Berkshire locomotive

The Class A-1 Berkshire locomotive is a 2-8-4 steam locomotive first built in 1925 by the Lima Locomotive Works. The design was initially intended to improve on the company's USRA Mikado design (2-8-2), which was deemed to lack sufficient speed and horsepower. This was addressed by the inclusion of a larger, 100-square-foot (9.3 m2) firebox that required an extra trailing axle, giving the locomotive its distinctive 2-8-4 wheel arrangement.

The Nickel Plate 765 is one of two remaining operating Berkshire steam locomotives. Operated by the Fort Wayne Railroad Historical Society in Indiana, 765 has pulled numerous excursions over decades of excursion service.

The Berkshire locomotive was so named for its testing location on the Berkshire Hills of the Boston & Albany Railroad. After the Class A-1 successfully outperformed a Class H-10 Mikado, the Boston & Albany Railroad became the first to order the new Berkshires. Over 600 were built by the Lima Locomotive Works, the American Locomotive Company, and Baldwin Locomotive Works. A total of nineteen different railroads purchased Berkshires, including the Erie Railroad, who owned 105 Berkshires, more than any other railroad; the Chesapeake & Ohio Railway, who nicknamed theirs the Kanawhas; and the Louisville & Nashville Railroad's, whose locomotives were technically designated as Class M-1 but were referred to as "Big Emmas".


## Activity
Copy every record word for word. Pictures are not part of the copy.
★ ★ ★
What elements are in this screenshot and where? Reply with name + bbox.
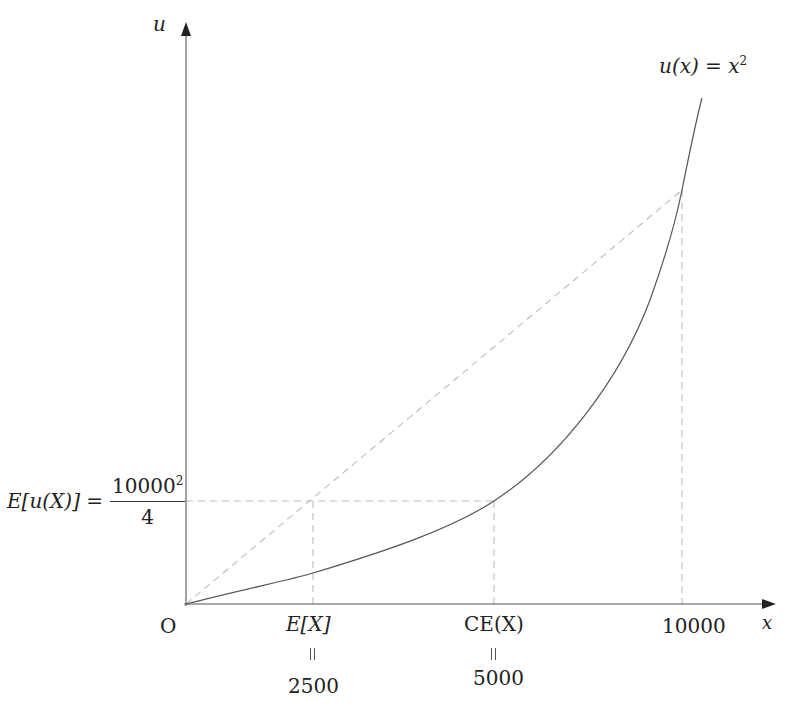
fraction-bar (110, 501, 185, 502)
ex-equals-icon (310, 648, 315, 660)
eu-numerator: 100002 (110, 474, 185, 498)
origin-label: O (160, 614, 176, 638)
y-axis-label: u (153, 12, 166, 36)
eu-fraction: 100002 4 (110, 474, 185, 529)
utility-diagram: u x O u(x) = x2 E[u(X)] = 100002 4 E[X] … (0, 0, 795, 705)
eu-numerator-exp: 2 (176, 474, 184, 488)
y-axis-arrow-icon (181, 22, 191, 36)
eu-denominator: 4 (141, 505, 154, 529)
ce-label: CE(X) (464, 612, 524, 636)
ex-label: E[X] (286, 612, 330, 636)
ex-value: 2500 (288, 674, 339, 698)
plot-canvas (0, 0, 795, 705)
curve-label: u(x) = x2 (659, 54, 747, 78)
ce-equals-icon (491, 648, 496, 660)
curve-label-exponent: 2 (740, 54, 748, 68)
x10000-label: 10000 (662, 614, 726, 638)
x-axis-label: x (762, 612, 772, 633)
eu-label-lhs: E[u(X)] = (7, 489, 103, 513)
ce-value: 5000 (473, 666, 524, 690)
chord-line (186, 190, 682, 604)
x-axis-arrow-icon (762, 599, 776, 609)
eu-lhs-text: E[u(X)] = (7, 489, 103, 513)
curve-label-text: u(x) = x (659, 54, 740, 78)
utility-curve (186, 98, 702, 604)
eu-numerator-text: 10000 (112, 474, 176, 498)
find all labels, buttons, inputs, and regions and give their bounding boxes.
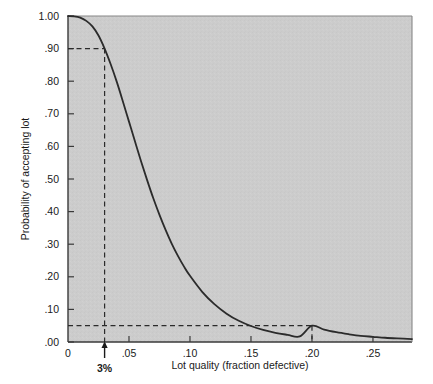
x-tick-label: .25 [366,347,381,359]
x-tick-label: .05 [122,347,137,359]
y-tick-label: .70 [44,107,59,119]
y-tick-label: .50 [44,173,59,185]
plot-area-background [68,16,412,342]
chart-canvas: .00.10.20.30.40.50.60.70.80.901.00 0.05.… [0,0,433,384]
x-axis-title: Lot quality (fraction defective) [171,359,308,371]
y-tick-label: 1.00 [39,10,60,22]
x-tick-label: .15 [244,347,259,359]
y-tick-label: .00 [44,336,59,348]
x-tick-label: 0 [65,347,71,359]
y-tick-label: .90 [44,42,59,54]
y-tick-label: .10 [44,303,59,315]
y-tick-label: .30 [44,238,59,250]
y-tick-label: .60 [44,140,59,152]
x-tick-label: .20 [305,347,320,359]
three-percent-label: 3% [97,362,113,374]
three-percent-arrow-icon [101,342,107,359]
x-tick-label: .10 [183,347,198,359]
y-tick-label: .80 [44,75,59,87]
y-axis-title: Probability of accepting lot [19,118,31,241]
y-tick-label: .40 [44,205,59,217]
oc-curve-chart: .00.10.20.30.40.50.60.70.80.901.00 0.05.… [0,0,433,384]
y-tick-label: .20 [44,270,59,282]
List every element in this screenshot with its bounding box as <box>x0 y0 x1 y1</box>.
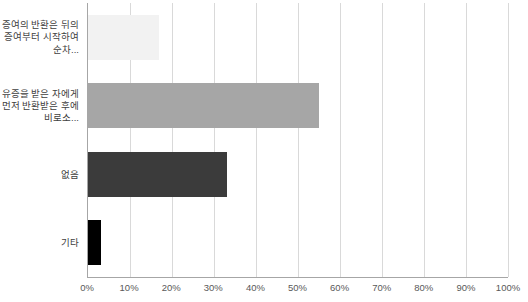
x-axis-tick-label: 40% <box>246 282 265 293</box>
bar <box>88 152 227 197</box>
bar <box>88 220 101 265</box>
category-label: 없음 <box>0 141 83 210</box>
plot-area <box>87 3 508 278</box>
gridline <box>508 3 509 277</box>
x-axis-tick-label: 90% <box>456 282 475 293</box>
bar-chart: 증여의 반환은 뒤의 증여부터 시작하여 순차...유증을 받은 자에게 먼저 … <box>0 0 528 302</box>
x-axis-tick-label: 100% <box>496 282 520 293</box>
x-axis: 0%10%20%30%40%50%60%70%80%90%100% <box>87 282 508 296</box>
x-axis-tick-label: 20% <box>162 282 181 293</box>
x-axis-tick-label: 70% <box>372 282 391 293</box>
bar-row <box>88 140 508 209</box>
x-axis-tick-label: 10% <box>120 282 139 293</box>
category-axis: 증여의 반환은 뒤의 증여부터 시작하여 순차...유증을 받은 자에게 먼저 … <box>0 3 83 278</box>
bar-row <box>88 72 508 141</box>
category-label: 증여의 반환은 뒤의 증여부터 시작하여 순차... <box>0 3 83 72</box>
x-axis-tick-label: 80% <box>414 282 433 293</box>
bar-row <box>88 3 508 72</box>
bar <box>88 15 159 60</box>
x-axis-tick-label: 60% <box>330 282 349 293</box>
bar <box>88 83 319 128</box>
category-label: 유증을 받은 자에게 먼저 반환받은 후에 비로소... <box>0 72 83 141</box>
bar-row <box>88 209 508 278</box>
category-label: 기타 <box>0 209 83 278</box>
x-axis-tick-label: 30% <box>204 282 223 293</box>
x-axis-tick-label: 50% <box>288 282 307 293</box>
x-axis-tick-label: 0% <box>80 282 94 293</box>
★ ★ ★
## Task answer
What elements are in this screenshot and where? Reply with name + bbox.
fraction-bar (110, 501, 185, 502)
ex-equals-icon (310, 648, 315, 660)
eu-numerator: 100002 (110, 474, 185, 498)
origin-label: O (160, 614, 176, 638)
y-axis-label: u (153, 12, 166, 36)
eu-fraction: 100002 4 (110, 474, 185, 529)
utility-diagram: u x O u(x) = x2 E[u(X)] = 100002 4 E[X] … (0, 0, 795, 705)
eu-numerator-exp: 2 (176, 474, 184, 488)
y-axis-arrow-icon (181, 22, 191, 36)
eu-denominator: 4 (141, 505, 154, 529)
ce-label: CE(X) (464, 612, 524, 636)
ex-label: E[X] (286, 612, 330, 636)
ex-value: 2500 (288, 674, 339, 698)
plot-canvas (0, 0, 795, 705)
curve-label: u(x) = x2 (659, 54, 747, 78)
ce-equals-icon (491, 648, 496, 660)
curve-label-exponent: 2 (740, 54, 748, 68)
x10000-label: 10000 (662, 614, 726, 638)
x-axis-label: x (762, 612, 772, 633)
eu-label-lhs: E[u(X)] = (7, 489, 103, 513)
ce-value: 5000 (473, 666, 524, 690)
chord-line (186, 190, 682, 604)
x-axis-arrow-icon (762, 599, 776, 609)
eu-lhs-text: E[u(X)] = (7, 489, 103, 513)
curve-label-text: u(x) = x (659, 54, 740, 78)
utility-curve (186, 98, 702, 604)
eu-numerator-text: 10000 (112, 474, 176, 498)
find all labels, buttons, inputs, and regions and give their bounding boxes.
x-tick-label: .25 [366,347,381,359]
x-tick-label: .05 [122,347,137,359]
y-tick-label: .70 [44,107,59,119]
y-tick-label: .50 [44,173,59,185]
plot-area-background [68,16,412,342]
chart-canvas: .00.10.20.30.40.50.60.70.80.901.00 0.05.… [0,0,433,384]
x-axis-title: Lot quality (fraction defective) [171,359,308,371]
y-tick-label: 1.00 [39,10,60,22]
x-tick-label: .15 [244,347,259,359]
y-tick-label: .00 [44,336,59,348]
x-tick-label: 0 [65,347,71,359]
y-tick-label: .90 [44,42,59,54]
y-tick-label: .10 [44,303,59,315]
y-tick-label: .30 [44,238,59,250]
y-tick-label: .60 [44,140,59,152]
x-tick-label: .20 [305,347,320,359]
three-percent-label: 3% [97,362,113,374]
three-percent-arrow-icon [101,342,107,359]
x-tick-label: .10 [183,347,198,359]
y-tick-label: .80 [44,75,59,87]
y-axis-title: Probability of accepting lot [19,118,31,241]
y-tick-label: .40 [44,205,59,217]
oc-curve-chart: .00.10.20.30.40.50.60.70.80.901.00 0.05.… [0,0,433,384]
y-tick-label: .20 [44,270,59,282]
List every element in this screenshot with its bounding box as <box>x0 y0 x1 y1</box>.
x-axis-tick-label: 40% <box>246 282 265 293</box>
bar <box>88 152 227 197</box>
bar <box>88 220 101 265</box>
category-label: 없음 <box>0 141 83 210</box>
plot-area <box>87 3 508 278</box>
gridline <box>508 3 509 277</box>
x-axis-tick-label: 90% <box>456 282 475 293</box>
bar-chart: 증여의 반환은 뒤의 증여부터 시작하여 순차...유증을 받은 자에게 먼저 … <box>0 0 528 302</box>
x-axis-tick-label: 100% <box>496 282 520 293</box>
x-axis: 0%10%20%30%40%50%60%70%80%90%100% <box>87 282 508 296</box>
x-axis-tick-label: 20% <box>162 282 181 293</box>
x-axis-tick-label: 70% <box>372 282 391 293</box>
bar-row <box>88 140 508 209</box>
x-axis-tick-label: 10% <box>120 282 139 293</box>
category-axis: 증여의 반환은 뒤의 증여부터 시작하여 순차...유증을 받은 자에게 먼저 … <box>0 3 83 278</box>
bar-row <box>88 72 508 141</box>
category-label: 증여의 반환은 뒤의 증여부터 시작하여 순차... <box>0 3 83 72</box>
x-axis-tick-label: 80% <box>414 282 433 293</box>
bar-row <box>88 3 508 72</box>
bar <box>88 15 159 60</box>
x-axis-tick-label: 60% <box>330 282 349 293</box>
bar <box>88 83 319 128</box>
category-label: 유증을 받은 자에게 먼저 반환받은 후에 비로소... <box>0 72 83 141</box>
bar-row <box>88 209 508 278</box>
category-label: 기타 <box>0 209 83 278</box>
x-axis-tick-label: 30% <box>204 282 223 293</box>
x-axis-tick-label: 50% <box>288 282 307 293</box>
x-axis-tick-label: 0% <box>80 282 94 293</box>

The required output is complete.